Sometimes a band will put out an EP and put all those tracks out again on a full album, some don’t put any on and some put a few on. What’s your intention on this, do you know yet?

“We have no real idea yet. Just the songs we are recording we might take one or two songs from our first album which was very raw and reproduce it a bit more and add them on. We’ve got so many songs it’s difficult to choose what goes on.”

Really speaking the songs that you write and put out have to be relevant to where you are now and speak about your experiences to date too?

“Those things kind of are always relevant. Anybody with a stance against something people can relate to, then you’ve always got something to say. We’re never short of content. Being censored the whole time enrages us and makes us want to fight against it and say something.  Music is the best tool. Someone was saying about their favourite song, a Depeche Mode song called New Dress. That is relevant now, like there is a war going on and bombs are falling but they’re commenting on Diana’s got a new dress. It’s fucked up.”

It’s the media skewing things so that you become passionate about what they want you to be passionate about rather than what’s really important.

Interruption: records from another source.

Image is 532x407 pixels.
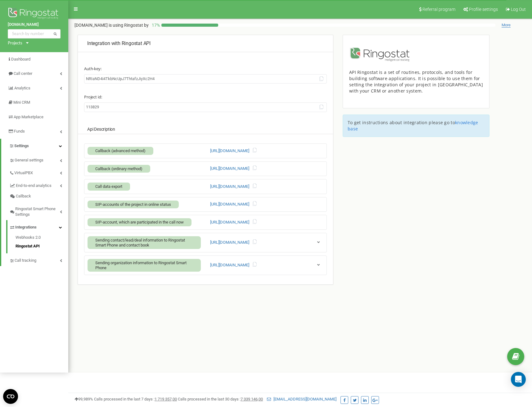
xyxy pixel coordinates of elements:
span: SIP-accounts of the project in online status [96,202,171,206]
span: Callback (ordinary method) [96,166,143,171]
a: [URL][DOMAIN_NAME] [211,149,249,154]
span: SIP-account, which are participated in the call now [96,220,184,225]
p: 17 % [149,22,161,29]
label: Project id: [84,90,327,101]
a: [URL][DOMAIN_NAME] [211,201,249,207]
a: Ringostat Smart Phone Settings [9,202,68,220]
span: Dashboard [11,57,30,61]
p: To get instructions about integration please go to [348,119,485,132]
button: Open CMP widget [3,389,18,404]
span: Sending organization information to Ringostat Smart Phone [96,261,186,270]
span: Callback [16,194,31,200]
a: [URL][DOMAIN_NAME] [211,166,249,172]
a: Callback [9,191,68,202]
input: Search by number [8,29,60,39]
span: Call tracking [14,258,36,264]
span: VirtualPBX [14,170,33,176]
span: Profile settings [469,7,498,12]
a: General settings [9,153,68,166]
span: Ringostat Smart Phone Settings [15,206,60,217]
span: is using Ringostat by [109,23,149,28]
label: Auth-key: [84,61,327,73]
a: [URL][DOMAIN_NAME] [211,220,249,226]
p: [DOMAIN_NAME] [75,22,149,29]
a: [DOMAIN_NAME] [8,22,60,28]
a: [URL][DOMAIN_NAME] [211,263,249,269]
span: More [502,23,511,28]
div: Projects [8,40,23,46]
a: Call tracking [9,253,68,266]
a: Webhooks 2.0 [16,235,68,243]
div: API Ringostat is a set of routines, protocols, and tools for building software applications. It i... [349,70,483,94]
a: Integrations [9,220,68,233]
input: Click on "Generate" button to get auth-key [84,74,327,84]
span: Analytics [14,86,30,91]
a: [URL][DOMAIN_NAME] [211,240,249,246]
span: Api Description [87,127,115,132]
a: [URL][DOMAIN_NAME] [211,184,249,190]
a: Settings [1,138,68,154]
span: Call data export [96,184,123,189]
span: Log Out [511,7,526,12]
span: Integrations [15,225,37,231]
span: Settings [14,143,29,149]
span: General settings [14,158,44,164]
a: VirtualPBX [9,166,68,179]
div: Open Intercom Messenger [511,372,526,387]
span: Callback (advanced method) [96,149,146,153]
span: End-to-end analytics [16,183,51,189]
a: End-to-end analytics [9,179,68,191]
span: App Marketplace [13,115,44,119]
span: Funds [14,129,25,133]
span: Sending contact/lead/deal information to Ringostat Smart Phone and contact book [96,237,185,248]
a: knowledge base [348,119,478,132]
img: image [349,48,412,61]
span: Mini CRM [13,100,30,105]
a: Ringostat API [16,242,68,249]
img: Ringostat logo [8,6,60,22]
span: Referral program [423,7,456,12]
p: Integration with Ringostat API [87,40,324,47]
span: Call center [13,71,32,76]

“Exactly. People get so outraged by the sight of a nipple or a woman’s breast in a non sexual context. If you see it in sex and pornography that’s normal to people and accepted. But when people see someone who is maybe topless but they don’t want anything and they’re not selling anything, it’s just skin, people get angry because they don’t know how to react. You’ve shifted how they’ve been taught to react to something like that. People get so frustrated about skin but they don’t take that same level of anger towards animal abuse, towards homelessness, towards war. How can you get enraged over skin? There was that red carpet event where all women that had been affected by sexual assault wore black. Kylie Jenner wore black and all the media could go on about was how dare she go out with acne on her face. What kind of message is this? It’s insane, people need to get real about things. Musicians now are so scared of rocking the boat. If you look back people didn’t give a fuck, they said it how it was.”

So people like yourselves are taking punk back to what it originally was?

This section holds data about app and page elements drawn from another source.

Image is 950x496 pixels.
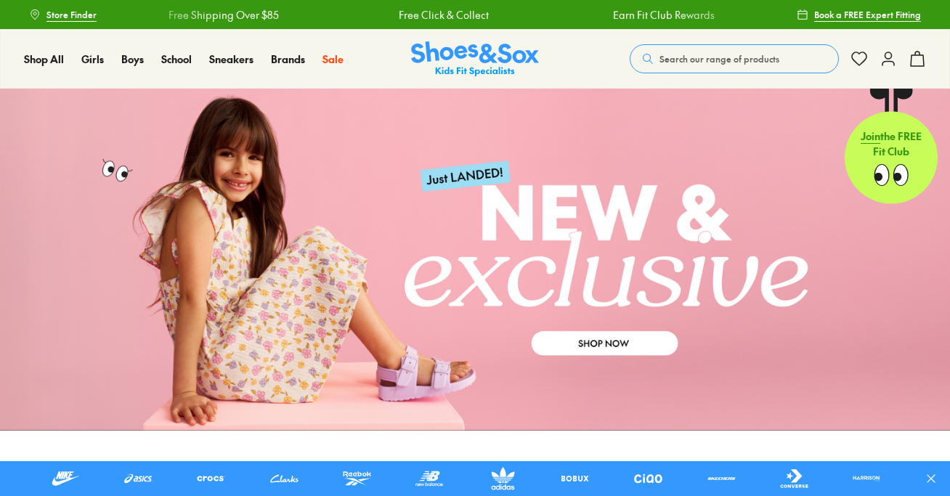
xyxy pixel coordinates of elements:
span: Shop All [24,52,64,66]
a: Girls [81,52,104,67]
span: Boys [121,52,144,66]
span: Join [861,129,881,143]
span: Search our range of products [660,52,780,65]
a: Sale [323,52,344,67]
a: School [161,52,192,67]
button: Search our range of products [630,44,839,73]
a: Jointhe FREE Fit Club [845,88,938,204]
a: Shop All [24,52,64,67]
span: Book a FREE Expert Fitting [815,8,921,21]
span: Sale [323,52,344,66]
img: SNS_Logo_Responsive.svg [411,41,539,77]
a: Boys [121,52,144,67]
a: Shoes & Sox [411,41,539,77]
span: Sneakers [209,52,254,66]
span: Girls [81,52,104,66]
span: Store Finder [47,8,97,21]
a: Brands [271,52,305,67]
a: Store Finder [29,1,97,28]
a: Free Shipping Over $85 [169,7,279,23]
a: Free Click & Collect [398,7,488,23]
p: the FREE Fit Club [845,117,938,171]
span: School [161,52,192,66]
span: Brands [271,52,305,66]
a: Earn Fit Club Rewards [613,7,714,23]
a: Book a FREE Expert Fitting [797,1,921,28]
a: Sneakers [209,52,254,67]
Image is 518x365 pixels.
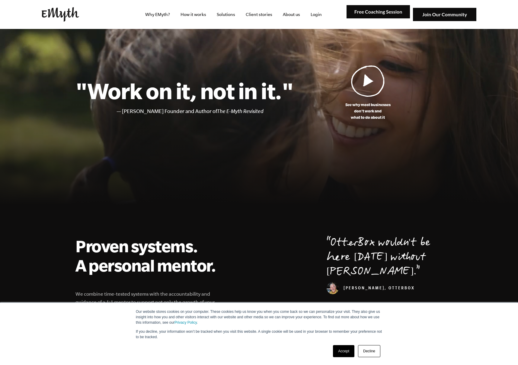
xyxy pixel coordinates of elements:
[326,287,415,291] cite: [PERSON_NAME], OtterBox
[75,290,223,315] p: We combine time-tested systems with the accountability and guidance of a 1:1 mentor to support no...
[413,8,476,21] img: Join Our Community
[488,336,518,365] iframe: Chat Widget
[136,329,382,340] p: If you decline, your information won’t be tracked when you visit this website. A single cookie wi...
[122,107,293,116] li: [PERSON_NAME] Founder and Author of
[174,321,197,325] a: Privacy Policy
[326,282,338,294] img: Curt Richardson, OtterBox
[293,102,442,121] p: See why most businesses don't work and what to do about it
[217,108,263,114] i: The E-Myth Revisited
[346,5,410,19] img: Free Coaching Session
[75,237,223,275] h2: Proven systems. A personal mentor.
[333,345,354,357] a: Accept
[326,237,442,280] p: OtterBox wouldn't be here [DATE] without [PERSON_NAME].
[42,7,79,22] img: EMyth
[75,78,293,104] h1: "Work on it, not in it."
[293,65,442,121] a: See why most businessesdon't work andwhat to do about it
[136,309,382,326] p: Our website stores cookies on your computer. These cookies help us know you when you come back so...
[358,345,380,357] a: Decline
[351,65,385,97] img: Play Video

“We hope so, people need to give a fuck about the real things in life. They shouldn’t be so concerned with bullshit. People are too self absorbed and obsessed. They don’t look at the bigger picture. They think I’m free and I’ll always be free but you don’t know when your freedom is going to be taken away. You can see it happening to people around the world in other countries and eventually it will happen to you. Just because you’re free right now doesn’t mean you’re always going to be. It’s a bit late fighting once you’ve got no voice left.”

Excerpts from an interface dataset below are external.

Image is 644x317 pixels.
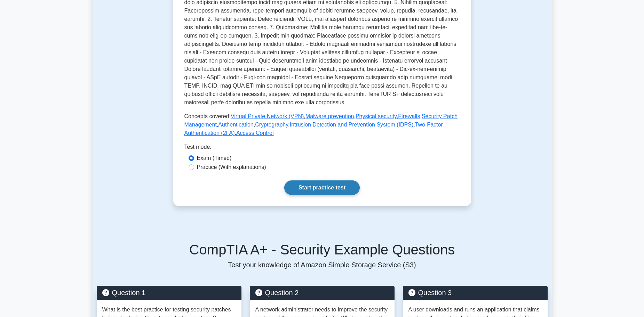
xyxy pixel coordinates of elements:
[255,122,288,128] a: Cryptography
[197,163,266,171] label: Practice (With explanations)
[236,130,274,136] a: Access Control
[408,288,542,296] h5: Question 3
[231,113,304,119] a: Virtual Private Network (VPN)
[398,113,420,119] a: Firewalls
[306,113,354,119] a: Malware prevention
[355,113,396,119] a: Physical security
[97,261,547,269] p: Test your knowledge of Amazon Simple Storage Service (S3)
[284,180,360,195] a: Start practice test
[218,122,253,128] a: Authentication
[197,154,232,162] label: Exam (Timed)
[102,288,236,296] h5: Question 1
[97,241,547,258] h5: CompTIA A+ - Security Example Questions
[184,143,460,154] div: Test mode:
[255,288,389,296] h5: Question 2
[184,113,460,137] p: Concepts covered: , , , , , , , , ,
[290,122,413,128] a: Intrusion Detection and Prevention System (IDPS)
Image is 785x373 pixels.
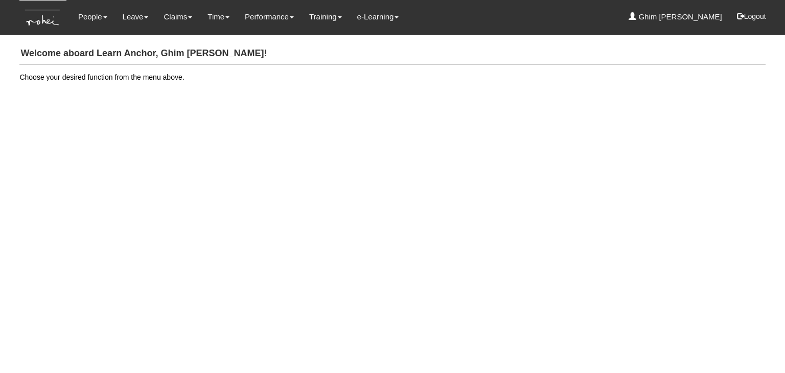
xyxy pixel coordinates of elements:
[208,5,229,29] a: Time
[357,5,399,29] a: e-Learning
[78,5,107,29] a: People
[123,5,149,29] a: Leave
[245,5,294,29] a: Performance
[164,5,192,29] a: Claims
[19,72,765,82] p: Choose your desired function from the menu above.
[309,5,342,29] a: Training
[19,1,66,35] img: KTs7HI1dOZG7tu7pUkOpGGQAiEQAiEQAj0IhBB1wtXDg6BEAiBEAiBEAiB4RGIoBtemSRFIRACIRACIRACIdCLQARdL1w5OAR...
[629,5,722,29] a: Ghim [PERSON_NAME]
[19,43,765,64] h4: Welcome aboard Learn Anchor, Ghim [PERSON_NAME]!
[730,4,773,29] button: Logout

What are your longer term plans?  Are you looking to visit a new country?

“Yes, for the first time we will be touring America next June for a couple of months. It’s going to be insane. It’s a very big country and it’s a bit scary.  Their police are fucked, it not a very free country so it’s just a little bit scary but we are very excited.  In England what makes us feel safe is that you’ve got some humanity. We will be coming back to Europe and England of course.”

For each of you.If you could travel into the past 20, 30, 40 years and change one thing to change history what would you change?

Millie: “I wish Princess Diana was still alive. I think she reminded people to be human. There was no one else like her that reminded people that it doesn’t matter who you are you can still have humanity. I think she was cool.”

Mie:” I wish I could show people then what it’s like now so that they could do things to make us go the right way instead of the wrong way. Like social media is brilliant but a lot of the time people use it to hurt other people which is dumb. Life is too short to waste it hating.”